/---

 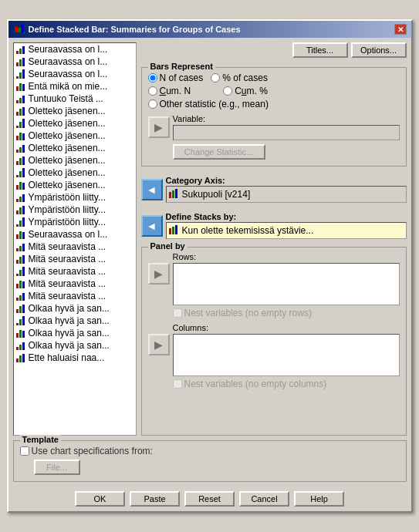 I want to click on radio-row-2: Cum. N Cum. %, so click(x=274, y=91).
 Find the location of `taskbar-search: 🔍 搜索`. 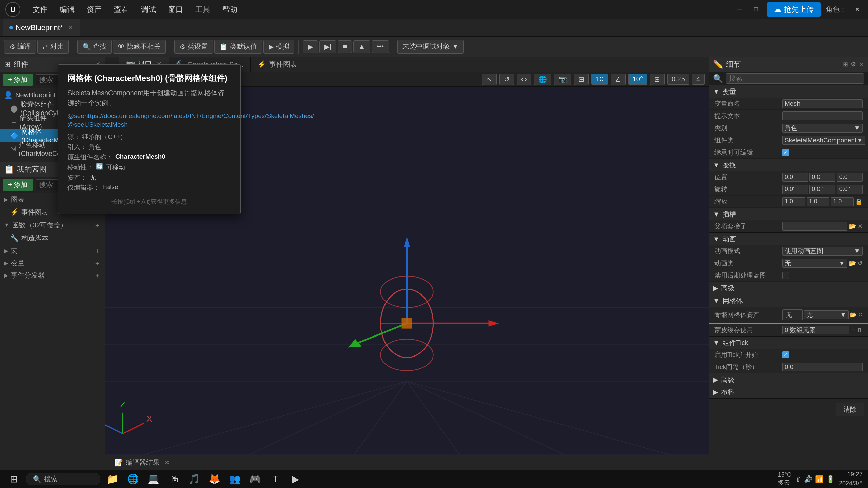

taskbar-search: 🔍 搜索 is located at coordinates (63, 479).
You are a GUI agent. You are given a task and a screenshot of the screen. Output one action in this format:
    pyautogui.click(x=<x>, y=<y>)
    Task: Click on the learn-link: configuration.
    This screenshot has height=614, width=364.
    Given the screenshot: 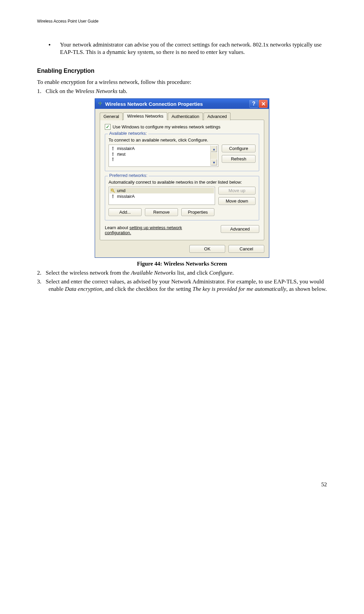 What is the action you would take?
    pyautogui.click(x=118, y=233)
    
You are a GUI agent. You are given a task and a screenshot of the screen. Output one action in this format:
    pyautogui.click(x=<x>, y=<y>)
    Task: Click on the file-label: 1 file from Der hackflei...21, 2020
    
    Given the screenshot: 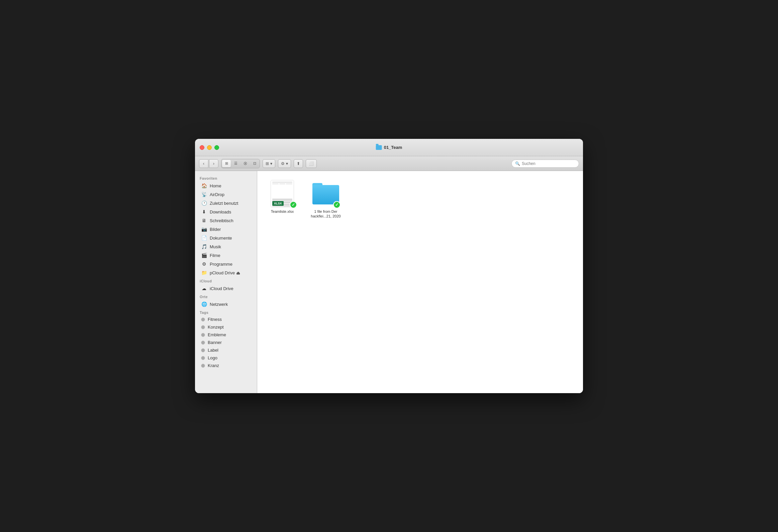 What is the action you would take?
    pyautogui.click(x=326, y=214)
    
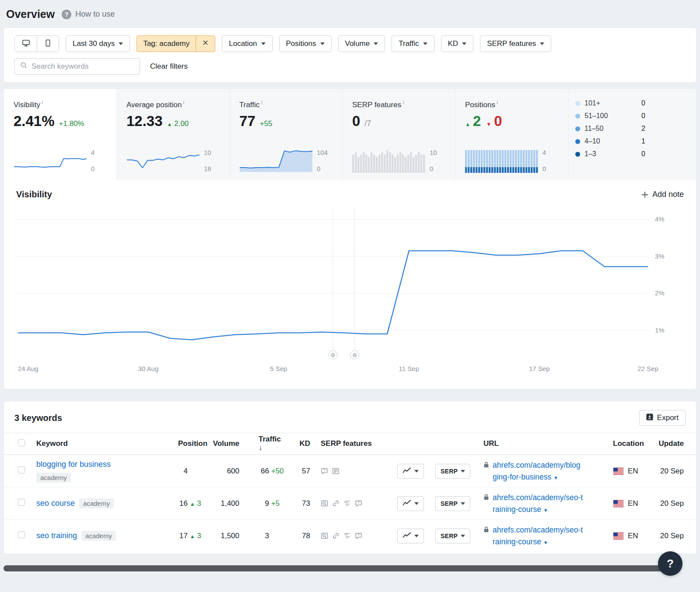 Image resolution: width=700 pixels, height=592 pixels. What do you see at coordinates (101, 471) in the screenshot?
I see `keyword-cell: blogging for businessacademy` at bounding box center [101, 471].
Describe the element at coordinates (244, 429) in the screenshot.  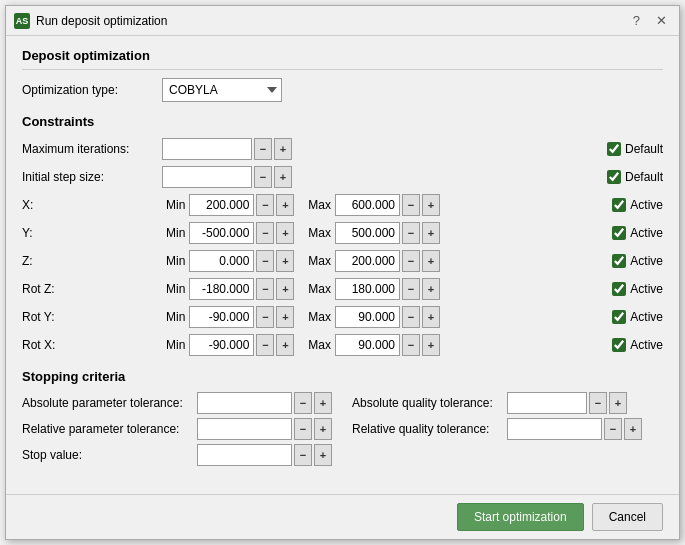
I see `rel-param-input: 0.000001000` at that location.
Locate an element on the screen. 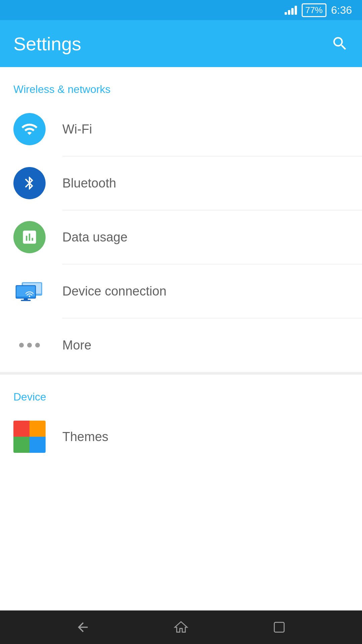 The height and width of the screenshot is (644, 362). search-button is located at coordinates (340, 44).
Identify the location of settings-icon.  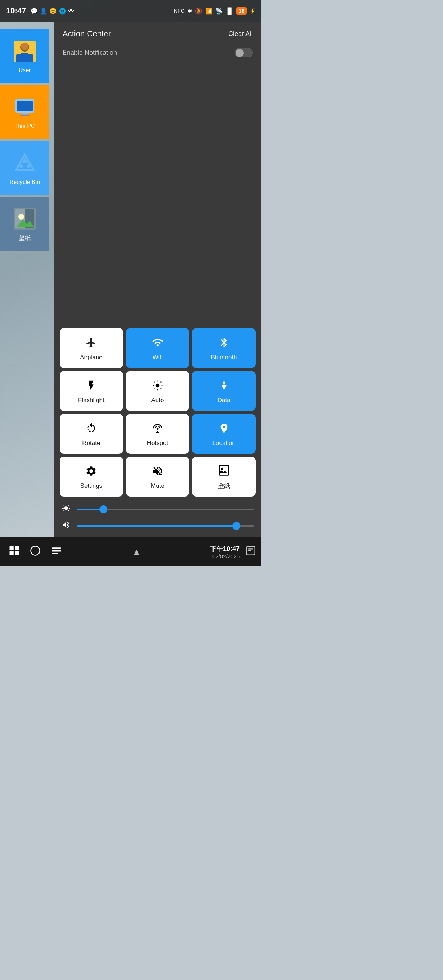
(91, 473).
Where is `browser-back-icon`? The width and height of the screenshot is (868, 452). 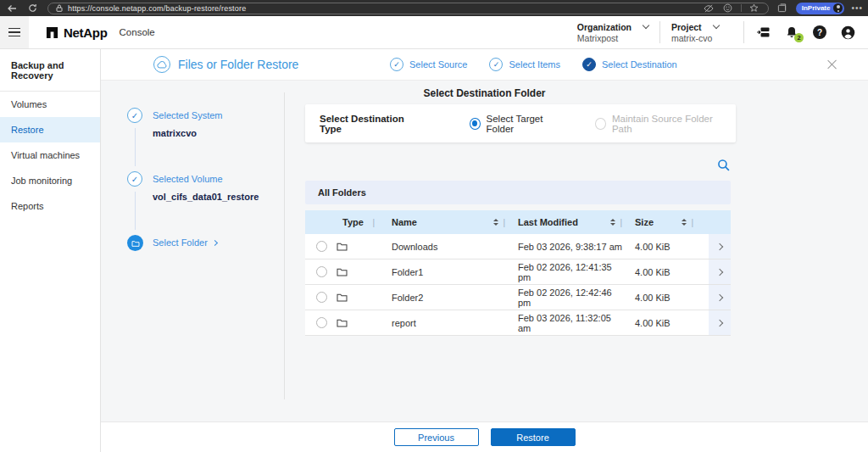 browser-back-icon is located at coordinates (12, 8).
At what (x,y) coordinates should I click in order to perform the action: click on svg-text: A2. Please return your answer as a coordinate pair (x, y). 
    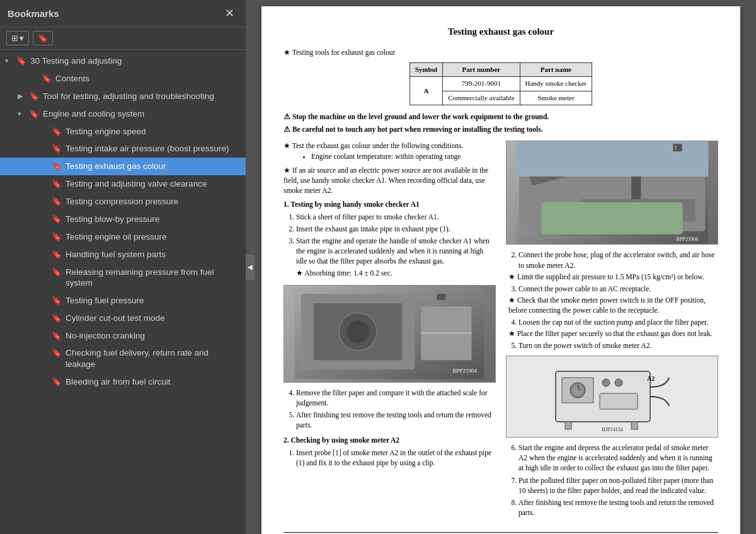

\---

### Exercise description
Each line between the one holding "Find the location" and the one holding "Task: Click on the learn-link: configuration.", inclusive, should be copied exactly as it appears above, and pictures should be omitted.

### Result of this exercise
 Find the location of `taskbar-search: 🔍 搜索`. 

taskbar-search: 🔍 搜索 is located at coordinates (63, 479).
You are a GUI agent. You are given a task and a screenshot of the screen. Output one action in this format:
    pyautogui.click(x=<x>, y=<y>)
    Task: Click on the learn-link: configuration.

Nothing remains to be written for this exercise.